Ronald Stevenson is another composer whose output on disc does not really reflect his real output as a composer. Stevenson is a prolific composer and has written much fine piano music, a lot of it for himself to play. Now Dunelm have issued a recital by long-time Stevenson supporter and friend, Sheena Nicoll. Part of me wanted to hear some of Stevenson’s bigger more bravura pieces, but Nicoll’s recital is beautifully put together and should win the composer new friends. Stevenson was himself a fine recitalist; evidently the BBC have many fine performances of his locked in the archives. For anyone interested in hearing the composer himself, a new disc consists of a 1976 recital that Stevenson gave for Canadian Radio, full of transcriptions including the composer’s own Peter Grimes Fantasia and the Bach/Busoni Chaconne.
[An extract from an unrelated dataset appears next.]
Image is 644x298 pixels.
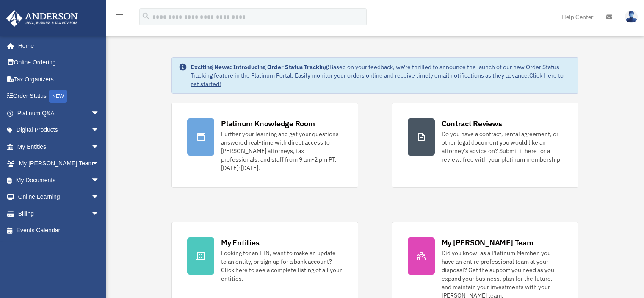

I heard Stevenson give similar recitals in Scotland in the late 1970s and can testify that his playing was magnetic. The only thing missing from the disc is the sound of his voice; Stevenson played a mean lecture recital (see the review by my colleague, Jonathan Woolf).
 
Finally back to period performance debates; this time the great Bach choral music question; how many singers to a part do we use? I doubt that consensus will ever be achieved, but there is no reason why it should. After all Bach’s music is great enough to cope with a variety of performance styles and practices. But a couple of issues repeatedly come up when I listen to this music. The first is that many conductors seem to have a blind spot when it comes to balancing this music; too often the balance is wrong. And this leads into the second point: no matter what forces you are using, or you think Bach used, you must remember that his background was the Lutheran organ loft where single voices to a part was the norm. This raises all sorts of issues when it comes to balance and structure. Frieder Bernius’s new recording does not solve all the issues, but he seems at least to have thought about them and the result is highly recommendable.